Peacemaking - Peacemaking and the perils of "victory"



It was long held in the scholarly literature that wars for the most part end in victory for one side and defeat for the other. Stalemates and settlements with no discernible victor or defeated were regarded as relatively rare. This was not often stated as a general principle and was sometimes subjected to challenge. Nevertheless, it appeared repeatedly, sometimes as an empirical observation on selected groups of wars, sometimes as an underlying assumption in the theoretical analysis of war endings.

Thus, Melvin Small and J. David Singer in The Wages of War: 1816–1965, A Statistical Handbook (1972), assigned victor or defeated status to the belligerents in all but one of fifty interstate wars and forty-three "extra-systemic" wars that they included in their study. Similarly, George Modelski found that some four-fifths of one hundred internal wars since 1900 ended in an "out-right win" or victory of one side or the other. The theoretical significance of assigning victory had been set forth earlier by H. A. Calahan, who held that the key to peacemaking lies simply in the recognition of defeat on the part of the vanquished: "war is pressed by the victor, but peace is made by the vanquished."

This view was echoed later by others, including Paul Kecskemeti and Lewis Coser, but its fullest theoretical statement appears in Nicholas S. Timasheff's War and Revolution (1965). Timasheff views war as "a means of solving an inter-state conflict by measuring the relative strength of the parties." Timasheff goes on to make clear that the return to peace must take place through the initiative of the defeated, concluding that in studying the "movement from war to peace" (that is, war endings), the determination of victory is central: "Therefore, the study of the causal background of the return of political systems from war to peace is tantamount to the study of the premises of victory and of the mechanism converting victory into peace."

This preoccupation with victory and defeat persists in some measure today despite the fact that, as James D. Smith and others have pointed out, there has been a significant trend away from the conclusion of wars and armed conflicts by clear-cut victory of one side. Negotiated settlements, stalemates, and withdrawals of all parties are increasingly prevalent as outcomes of war in the late twentieth century. "'Victory,' then, is becoming increasingly elusive in modern warfare." Yet in their text How Nations Make Peace (1999), Charles W. Kegley, Jr., and Gregory A. Raymond center their entire analysis on "situations in which there was a clear winner and loser," exploring the "policy problems and moral dilemmas victors face," the choices to be made by "victors" after a "decisive military victory," and particularly "the relative merits of compassionate versus punitive peace settlements." In posing these issues, Kegley and Raymond express the laudable hope that their work may help to "bring the ethical dimension of decision making into the study of international relations." However, by narrowing the focus to exclude the great diversity of contemporary armed conflicts and their different kinds of endings, Kegley and Raymond obscure the broader question of "how nations make peace" and direct disproportionate attention to the relatively few instances in which the winner/loser, victor/defeated model prevails. Meanwhile, the elusive goal of victory continues to command the imaginations of both military and civilian leaders, often standing as a significant obstacle to timely and effective peacemaking, as illustrated in a number of case studies examined by James D. Smith in Stopping Wars (1995).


→ EXERCISE DIRECTIONS
Write out the data exactly as given, dropping every picture.

Records from a collection of figures:
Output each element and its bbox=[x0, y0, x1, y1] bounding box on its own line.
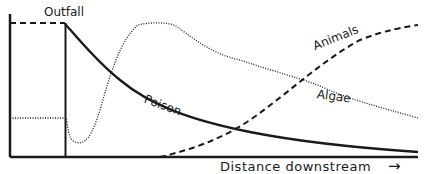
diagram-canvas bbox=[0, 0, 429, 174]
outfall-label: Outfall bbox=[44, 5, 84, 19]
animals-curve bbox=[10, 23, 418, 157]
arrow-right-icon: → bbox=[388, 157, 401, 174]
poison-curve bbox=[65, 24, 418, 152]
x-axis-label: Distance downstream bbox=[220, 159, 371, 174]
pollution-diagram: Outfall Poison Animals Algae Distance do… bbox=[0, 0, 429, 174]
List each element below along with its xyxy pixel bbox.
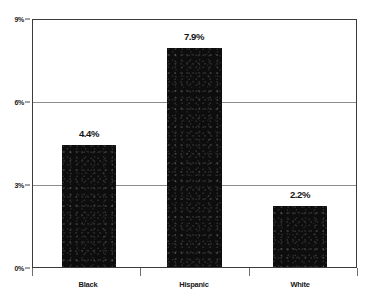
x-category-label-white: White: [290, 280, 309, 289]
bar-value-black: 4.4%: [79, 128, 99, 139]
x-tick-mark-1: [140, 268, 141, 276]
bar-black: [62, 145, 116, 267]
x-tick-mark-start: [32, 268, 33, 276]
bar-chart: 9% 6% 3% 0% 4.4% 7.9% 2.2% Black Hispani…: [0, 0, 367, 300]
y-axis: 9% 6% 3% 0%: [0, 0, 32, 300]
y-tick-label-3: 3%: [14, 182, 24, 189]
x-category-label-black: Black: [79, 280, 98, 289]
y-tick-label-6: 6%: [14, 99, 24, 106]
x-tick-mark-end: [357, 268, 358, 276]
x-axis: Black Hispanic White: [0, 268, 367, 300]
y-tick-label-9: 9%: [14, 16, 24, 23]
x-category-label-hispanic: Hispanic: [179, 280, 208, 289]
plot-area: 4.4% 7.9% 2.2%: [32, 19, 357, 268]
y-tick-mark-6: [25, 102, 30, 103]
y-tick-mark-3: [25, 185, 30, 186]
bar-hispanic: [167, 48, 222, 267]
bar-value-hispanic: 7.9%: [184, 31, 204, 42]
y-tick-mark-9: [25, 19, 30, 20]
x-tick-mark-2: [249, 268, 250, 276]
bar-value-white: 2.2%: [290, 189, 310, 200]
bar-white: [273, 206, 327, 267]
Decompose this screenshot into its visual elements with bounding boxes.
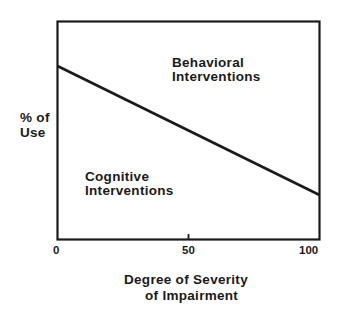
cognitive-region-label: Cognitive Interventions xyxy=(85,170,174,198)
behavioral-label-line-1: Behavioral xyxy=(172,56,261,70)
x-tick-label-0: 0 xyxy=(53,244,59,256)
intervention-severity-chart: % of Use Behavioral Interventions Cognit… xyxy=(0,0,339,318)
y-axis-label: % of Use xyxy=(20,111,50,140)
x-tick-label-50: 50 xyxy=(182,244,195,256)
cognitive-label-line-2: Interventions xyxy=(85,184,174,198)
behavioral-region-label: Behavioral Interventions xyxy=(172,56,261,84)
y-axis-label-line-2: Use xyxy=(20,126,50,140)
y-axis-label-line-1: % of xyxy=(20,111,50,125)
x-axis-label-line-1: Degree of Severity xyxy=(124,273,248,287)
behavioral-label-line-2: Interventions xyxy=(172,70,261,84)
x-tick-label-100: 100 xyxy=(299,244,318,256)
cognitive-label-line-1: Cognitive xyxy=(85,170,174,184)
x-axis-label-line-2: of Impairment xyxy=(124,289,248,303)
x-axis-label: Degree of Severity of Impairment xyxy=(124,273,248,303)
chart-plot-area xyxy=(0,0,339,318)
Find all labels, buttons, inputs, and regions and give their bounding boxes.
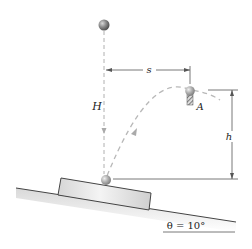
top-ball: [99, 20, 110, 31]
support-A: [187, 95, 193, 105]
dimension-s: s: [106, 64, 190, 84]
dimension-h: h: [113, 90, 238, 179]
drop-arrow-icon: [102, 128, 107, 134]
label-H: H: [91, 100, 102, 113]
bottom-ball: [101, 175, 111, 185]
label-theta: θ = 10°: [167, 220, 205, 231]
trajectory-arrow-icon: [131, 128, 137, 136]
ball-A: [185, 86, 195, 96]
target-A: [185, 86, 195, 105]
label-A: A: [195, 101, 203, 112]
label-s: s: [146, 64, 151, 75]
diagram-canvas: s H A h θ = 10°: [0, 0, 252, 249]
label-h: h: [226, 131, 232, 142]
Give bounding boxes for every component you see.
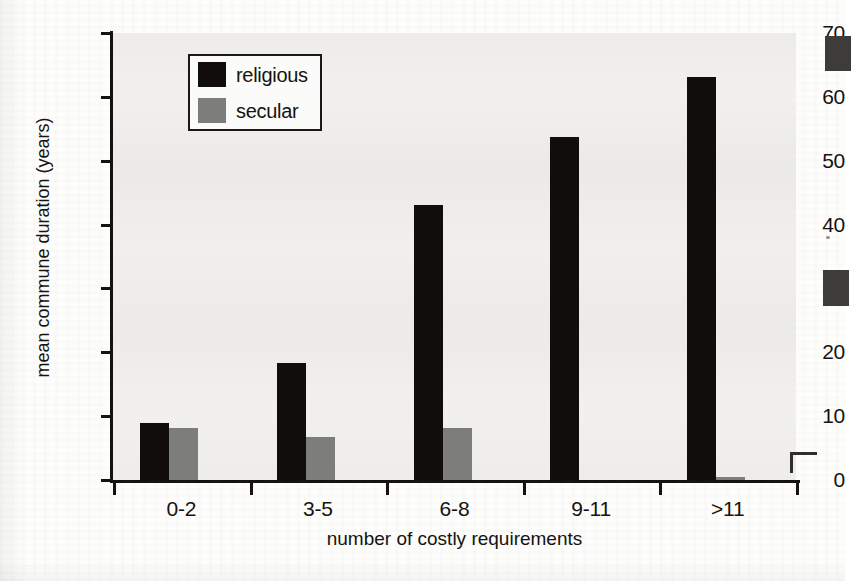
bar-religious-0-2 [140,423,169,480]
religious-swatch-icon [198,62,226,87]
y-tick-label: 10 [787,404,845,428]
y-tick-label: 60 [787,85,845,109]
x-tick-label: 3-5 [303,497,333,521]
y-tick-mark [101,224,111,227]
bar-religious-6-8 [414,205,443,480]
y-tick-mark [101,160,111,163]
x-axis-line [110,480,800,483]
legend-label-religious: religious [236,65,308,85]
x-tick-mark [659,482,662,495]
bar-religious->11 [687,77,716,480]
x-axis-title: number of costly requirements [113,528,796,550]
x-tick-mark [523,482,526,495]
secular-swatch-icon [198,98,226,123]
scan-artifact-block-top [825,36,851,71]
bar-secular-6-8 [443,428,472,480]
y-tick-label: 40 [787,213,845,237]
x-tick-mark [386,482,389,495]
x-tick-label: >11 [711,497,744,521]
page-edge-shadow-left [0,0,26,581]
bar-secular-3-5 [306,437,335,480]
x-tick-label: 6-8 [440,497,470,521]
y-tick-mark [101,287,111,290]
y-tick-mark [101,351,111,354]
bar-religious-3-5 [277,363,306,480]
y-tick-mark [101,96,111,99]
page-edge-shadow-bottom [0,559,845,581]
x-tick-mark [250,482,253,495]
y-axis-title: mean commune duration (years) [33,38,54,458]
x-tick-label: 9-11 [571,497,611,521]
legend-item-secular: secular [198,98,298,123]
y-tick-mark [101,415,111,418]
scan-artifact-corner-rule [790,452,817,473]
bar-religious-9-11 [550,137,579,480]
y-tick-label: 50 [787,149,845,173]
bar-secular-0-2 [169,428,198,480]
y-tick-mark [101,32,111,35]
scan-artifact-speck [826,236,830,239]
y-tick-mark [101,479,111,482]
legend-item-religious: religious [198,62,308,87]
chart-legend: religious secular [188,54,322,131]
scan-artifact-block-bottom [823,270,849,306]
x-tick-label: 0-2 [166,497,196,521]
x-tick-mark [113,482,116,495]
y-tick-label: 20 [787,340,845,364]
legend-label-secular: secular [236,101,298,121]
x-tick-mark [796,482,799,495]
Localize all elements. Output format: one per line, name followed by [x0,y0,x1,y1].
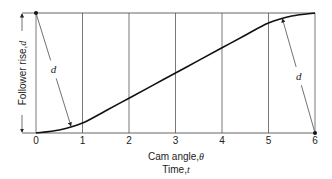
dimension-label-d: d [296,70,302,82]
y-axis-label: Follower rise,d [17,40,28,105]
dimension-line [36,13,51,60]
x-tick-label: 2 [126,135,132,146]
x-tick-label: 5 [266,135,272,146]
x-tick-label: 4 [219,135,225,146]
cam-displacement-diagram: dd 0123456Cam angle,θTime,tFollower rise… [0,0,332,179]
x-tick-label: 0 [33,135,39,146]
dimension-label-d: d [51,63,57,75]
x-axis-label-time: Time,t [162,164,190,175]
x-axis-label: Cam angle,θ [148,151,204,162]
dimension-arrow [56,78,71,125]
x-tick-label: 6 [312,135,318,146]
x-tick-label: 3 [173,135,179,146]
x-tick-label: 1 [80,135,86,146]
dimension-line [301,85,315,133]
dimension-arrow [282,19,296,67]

→ EXERCISE ANSWER
Output each element and its bbox=[x0, y0, x1, y1] bounding box on its own line.
diagram-canvas bbox=[0, 0, 429, 174]
outfall-label: Outfall bbox=[44, 5, 84, 19]
animals-curve bbox=[10, 23, 418, 157]
arrow-right-icon: → bbox=[388, 157, 401, 174]
poison-curve bbox=[65, 24, 418, 152]
x-axis-label: Distance downstream bbox=[220, 159, 371, 174]
pollution-diagram: Outfall Poison Animals Algae Distance do… bbox=[0, 0, 429, 174]
List each element below along with its xyxy pixel bbox.
x-category-label-white: White: [290, 280, 309, 289]
bar-value-black: 4.4%: [79, 128, 99, 139]
x-tick-mark-1: [140, 268, 141, 276]
bar-black: [62, 145, 116, 267]
x-tick-mark-start: [32, 268, 33, 276]
bar-chart: 9% 6% 3% 0% 4.4% 7.9% 2.2% Black Hispani…: [0, 0, 367, 300]
y-axis: 9% 6% 3% 0%: [0, 0, 32, 300]
y-tick-label-3: 3%: [14, 182, 24, 189]
x-category-label-black: Black: [79, 280, 98, 289]
y-tick-label-6: 6%: [14, 99, 24, 106]
x-tick-mark-end: [357, 268, 358, 276]
x-axis: Black Hispanic White: [0, 268, 367, 300]
y-tick-label-9: 9%: [14, 16, 24, 23]
x-category-label-hispanic: Hispanic: [179, 280, 208, 289]
plot-area: 4.4% 7.9% 2.2%: [32, 19, 357, 268]
y-tick-mark-6: [25, 102, 30, 103]
y-tick-mark-3: [25, 185, 30, 186]
bar-hispanic: [167, 48, 222, 267]
bar-value-hispanic: 7.9%: [184, 31, 204, 42]
y-tick-mark-9: [25, 19, 30, 20]
x-tick-mark-2: [249, 268, 250, 276]
bar-value-white: 2.2%: [290, 189, 310, 200]
bar-white: [273, 206, 327, 267]
Decompose this screenshot into its visual elements with bounding boxes.
cognitive-region-label: Cognitive Interventions xyxy=(85,170,174,198)
behavioral-label-line-1: Behavioral xyxy=(172,56,261,70)
x-tick-label-0: 0 xyxy=(53,244,59,256)
intervention-severity-chart: % of Use Behavioral Interventions Cognit… xyxy=(0,0,339,318)
y-axis-label: % of Use xyxy=(20,111,50,140)
x-tick-label-50: 50 xyxy=(182,244,195,256)
cognitive-label-line-2: Interventions xyxy=(85,184,174,198)
behavioral-region-label: Behavioral Interventions xyxy=(172,56,261,84)
y-axis-label-line-2: Use xyxy=(20,126,50,140)
y-axis-label-line-1: % of xyxy=(20,111,50,125)
x-axis-label-line-1: Degree of Severity xyxy=(124,273,248,287)
behavioral-label-line-2: Interventions xyxy=(172,70,261,84)
x-tick-label-100: 100 xyxy=(299,244,318,256)
cognitive-label-line-1: Cognitive xyxy=(85,170,174,184)
x-axis-label-line-2: of Impairment xyxy=(124,289,248,303)
x-axis-label: Degree of Severity of Impairment xyxy=(124,273,248,303)
chart-plot-area xyxy=(0,0,339,318)
Find all labels, buttons, inputs, and regions and give their bounding boxes.
top-ball: [99, 20, 110, 31]
support-A: [187, 95, 193, 105]
dimension-s: s: [106, 64, 190, 84]
dimension-h: h: [113, 90, 238, 179]
drop-arrow-icon: [102, 128, 107, 134]
label-H: H: [91, 100, 102, 113]
bottom-ball: [101, 175, 111, 185]
label-theta: θ = 10°: [167, 220, 205, 231]
trajectory-arrow-icon: [131, 128, 137, 136]
ball-A: [185, 86, 195, 96]
target-A: [185, 86, 195, 105]
label-A: A: [195, 101, 203, 112]
label-s: s: [146, 64, 151, 75]
diagram-canvas: s H A h θ = 10°: [0, 0, 252, 249]
label-h: h: [226, 131, 232, 142]
Give bounding boxes for every component you see.
bar-religious-0-2 [140,423,169,480]
religious-swatch-icon [198,62,226,87]
y-tick-label: 10 [787,404,845,428]
y-tick-label: 60 [787,85,845,109]
x-tick-label: 3-5 [303,497,333,521]
y-tick-mark [101,224,111,227]
bar-religious-6-8 [414,205,443,480]
y-tick-mark [101,160,111,163]
x-axis-line [110,480,800,483]
legend-label-religious: religious [236,65,308,85]
x-tick-mark [659,482,662,495]
bar-religious->11 [687,77,716,480]
x-axis-title: number of costly requirements [113,528,796,550]
x-tick-mark [523,482,526,495]
secular-swatch-icon [198,98,226,123]
scan-artifact-block-top [825,36,851,71]
bar-secular-6-8 [443,428,472,480]
y-tick-label: 40 [787,213,845,237]
x-tick-mark [386,482,389,495]
x-tick-label: >11 [711,497,744,521]
page-edge-shadow-left [0,0,26,581]
bar-secular-3-5 [306,437,335,480]
x-tick-label: 6-8 [440,497,470,521]
y-tick-mark [101,287,111,290]
y-tick-mark [101,351,111,354]
bar-religious-3-5 [277,363,306,480]
y-tick-mark [101,96,111,99]
page-edge-shadow-bottom [0,559,845,581]
x-tick-mark [250,482,253,495]
y-axis-title: mean commune duration (years) [33,38,54,458]
x-tick-label: 9-11 [571,497,611,521]
legend-item-secular: secular [198,98,298,123]
y-tick-mark [101,415,111,418]
scan-artifact-corner-rule [790,452,817,473]
bar-religious-9-11 [550,137,579,480]
y-tick-label: 50 [787,149,845,173]
bar-secular-0-2 [169,428,198,480]
y-tick-mark [101,32,111,35]
scan-artifact-speck [826,236,830,239]
y-tick-mark [101,479,111,482]
legend-item-religious: religious [198,62,308,87]
chart-legend: religious secular [188,54,322,131]
scan-artifact-block-bottom [823,270,849,306]
x-tick-label: 0-2 [166,497,196,521]
x-tick-mark [113,482,116,495]
y-tick-label: 20 [787,340,845,364]
legend-label-secular: secular [236,101,298,121]
x-tick-mark [796,482,799,495]
Localize all elements. Output format: one per line, name followed by [x0,y0,x1,y1].
dimension-label-d: d [296,70,302,82]
y-axis-label: Follower rise,d [17,40,28,105]
dimension-line [36,13,51,60]
x-tick-label: 2 [126,135,132,146]
x-tick-label: 5 [266,135,272,146]
x-tick-label: 4 [219,135,225,146]
cam-displacement-diagram: dd 0123456Cam angle,θTime,tFollower rise… [0,0,332,179]
x-tick-label: 0 [33,135,39,146]
dimension-label-d: d [51,63,57,75]
x-axis-label-time: Time,t [162,164,190,175]
x-axis-label: Cam angle,θ [148,151,204,162]
dimension-arrow [56,78,71,125]
x-tick-label: 6 [312,135,318,146]
x-tick-label: 3 [173,135,179,146]
x-tick-label: 1 [80,135,86,146]
dimension-line [301,85,315,133]
dimension-arrow [282,19,296,67]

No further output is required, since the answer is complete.